Fast reconstruction of 3D volumes from 2D CT projection data with GPUs
Department of Electrical and Computer Engineering, 440 Dana Building, Northeastern University, 360 Huntington Ave, Boston MA 02115, USA; Cognitive Electronics, 201 South St, Suite 301, Boston MA 02111, USA
@article{leeser2014fast,
title={Fast reconstruction of 3D volumes from 2D CT projection data with GPUs},
author={Leeser, Miriam and Mukherjee, Saoni and Brock, James},
journal={BMC Research Notes},
volume={7},
number={1},
pages={582},
year={2014},
publisher={BioMed Central Ltd}
}
Biomedical image reconstruction applications require producing high fidelity images in or close to real-time. We have implemented reconstruction of three dimensional conebeam computed tomography(CBCT) with two dimensional projections. The algorithm takes slices of the target, weights and filters them to backproject the data, then creates the final 3D volume. We have implemented the algorithm using several hardware and software approaches and taken advantage of different types of parallelism in modern processors. The two hardware platforms used are a Central Processing Unit (CPU) and a heterogeneous system with a combination of CPU and GPU. On the CPU we implement serial MATLAB, parallel MATLAB, C and parallel C with OpenMP extensions. These codes are compared against the heterogeneous versions written in CUDA-C and OpenCL. Our results show that GPUs are particularly well suited to accelerating CBCT. Relative performance was evaluated on a mathematical phantom as well as on mouse data. Speedups of up to 200x are observed by using an AMD GPU compared to a parallel version in C with OpenMP constructs. In this paper, we have implemented the Feldkamp-Davis-Kress algorithm, compatible with Fessler’s image reconstruction toolbox and tested it on different hardware platforms including CPU and a combination of CPU and GPU. Both NVIDIA and AMD GPUs have been used for performance evaluation. GPUs provide significant speedup over the parallel CPU version.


_Exercise prompt_
Show every line in the records below that contains the word "EFICIENTE".

_Available records_
=== Begin Enclosure ===
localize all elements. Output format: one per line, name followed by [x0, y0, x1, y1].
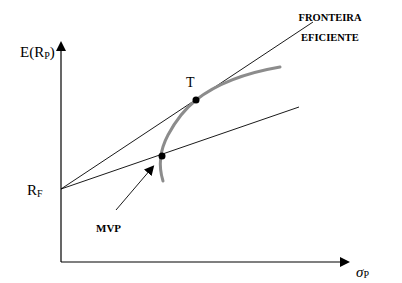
risk-free-label: RF: [27, 182, 43, 199]
y-axis-label: E(RP): [20, 44, 55, 61]
efficient-frontier-diagram: E(RP) σP RF T FRONTEIRA EFICIENTE MVP: [0, 0, 402, 283]
frontier-label-line1: FRONTEIRA: [298, 12, 361, 23]
x-axis-label: σP: [356, 264, 369, 280]
capital-allocation-line-mvp: [61, 107, 299, 189]
mvp-point: [159, 153, 166, 160]
mvp-arrow: [116, 169, 151, 210]
mvp-label: MVP: [96, 222, 121, 234]
tangency-label: T: [186, 75, 195, 90]
tangency-point: [193, 97, 200, 104]
frontier-label-line2: EFICIENTE: [301, 32, 359, 43]
efficient-frontier-curve: [160, 67, 280, 181]
capital-market-line-tangent: [61, 22, 313, 189]
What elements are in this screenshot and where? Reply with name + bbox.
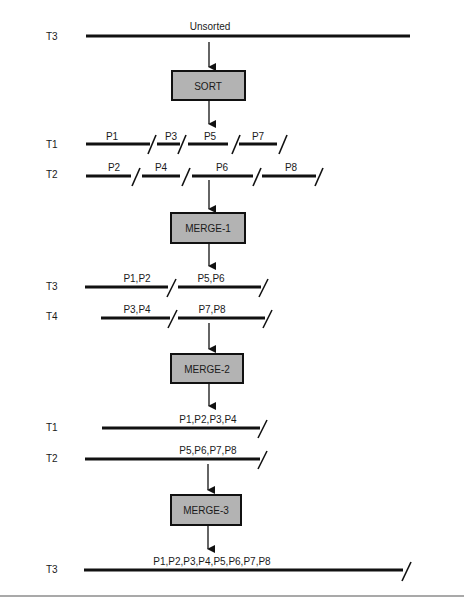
tape-label-t1: T1 bbox=[46, 422, 58, 433]
stage-merge-3-output: T3 P1,P2,P3,P4,P5,P6,P7,P8 bbox=[46, 556, 411, 581]
merge-2-box: MERGE-2 bbox=[171, 354, 243, 383]
tape-t1: P1,P2,P3,P4 bbox=[102, 414, 267, 438]
tape-t4: P3,P4 P7,P8 bbox=[101, 304, 272, 328]
tape-t3: P1,P2 P5,P6 bbox=[85, 273, 268, 297]
segment-separator bbox=[167, 279, 176, 297]
segment-label: P5,P6 bbox=[197, 273, 225, 284]
merge-1-box: MERGE-1 bbox=[171, 213, 245, 243]
merge-sort-diagram: T3 Unsorted SORT T1 P1 P3 P5 P7 T2 bbox=[0, 0, 468, 608]
segment-separator bbox=[279, 135, 287, 154]
sort-box-label: SORT bbox=[194, 81, 222, 92]
sort-box: SORT bbox=[172, 71, 245, 100]
tape-t1: P1 P3 P5 P7 bbox=[86, 131, 287, 154]
tape-label-t3: T3 bbox=[46, 564, 58, 575]
segment-separator bbox=[253, 168, 261, 186]
merge-1-box-label: MERGE-1 bbox=[185, 223, 231, 234]
stage-merge-1-output: T3 P1,P2 P5,P6 T4 P3,P4 P7,P8 bbox=[46, 273, 272, 328]
segment-label: P1,P2,P3,P4 bbox=[179, 414, 237, 425]
segment-label: P1,P2 bbox=[123, 273, 151, 284]
tape-label-t2: T2 bbox=[46, 453, 58, 464]
segment-label: P1 bbox=[106, 131, 119, 142]
segment-separator bbox=[402, 562, 411, 581]
segment-separator bbox=[315, 168, 323, 186]
segment-label: P4 bbox=[155, 162, 168, 173]
segment-label: P5,P6,P7,P8 bbox=[179, 445, 237, 456]
segment-label: P8 bbox=[285, 162, 298, 173]
stage-merge-2-output: T1 P1,P2,P3,P4 T2 P5,P6,P7,P8 bbox=[46, 414, 267, 469]
segment-separator bbox=[132, 168, 140, 186]
stage-sort-output: T1 P1 P3 P5 P7 T2 P2 P4 bbox=[46, 131, 323, 186]
tape-label-t2: T2 bbox=[46, 169, 58, 180]
segment-separator bbox=[232, 135, 240, 154]
segment-label: P3 bbox=[165, 131, 178, 142]
tape-label-t3: T3 bbox=[46, 31, 58, 42]
segment-label-unsorted: Unsorted bbox=[190, 21, 231, 32]
tape-t2: P5,P6,P7,P8 bbox=[85, 445, 267, 469]
merge-3-box-label: MERGE-3 bbox=[183, 505, 229, 516]
merge-3-box: MERGE-3 bbox=[171, 495, 241, 525]
segment-label: P6 bbox=[216, 162, 229, 173]
segment-label: P7 bbox=[252, 131, 265, 142]
segment-separator bbox=[182, 168, 190, 186]
segment-label: P2 bbox=[108, 162, 121, 173]
tape-t2: P2 P4 P6 P8 bbox=[86, 162, 323, 186]
tape-label-t3: T3 bbox=[46, 281, 58, 292]
segment-label: P5 bbox=[204, 131, 217, 142]
merge-2-box-label: MERGE-2 bbox=[184, 364, 230, 375]
tape-label-t1: T1 bbox=[46, 139, 58, 150]
segment-label: P1,P2,P3,P4,P5,P6,P7,P8 bbox=[153, 556, 271, 567]
tape-label-t4: T4 bbox=[46, 311, 58, 322]
stage-unsorted: T3 Unsorted bbox=[46, 21, 410, 42]
segment-label: P3,P4 bbox=[123, 304, 151, 315]
segment-label: P7,P8 bbox=[198, 304, 226, 315]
=== End Enclosure ===
_Expected output_
efficient-frontier-diagram: E(RP) σP RF T FRONTEIRA EFICIENTE MVP: [0, 0, 402, 283]
frontier-label-line2: EFICIENTE: [301, 32, 359, 43]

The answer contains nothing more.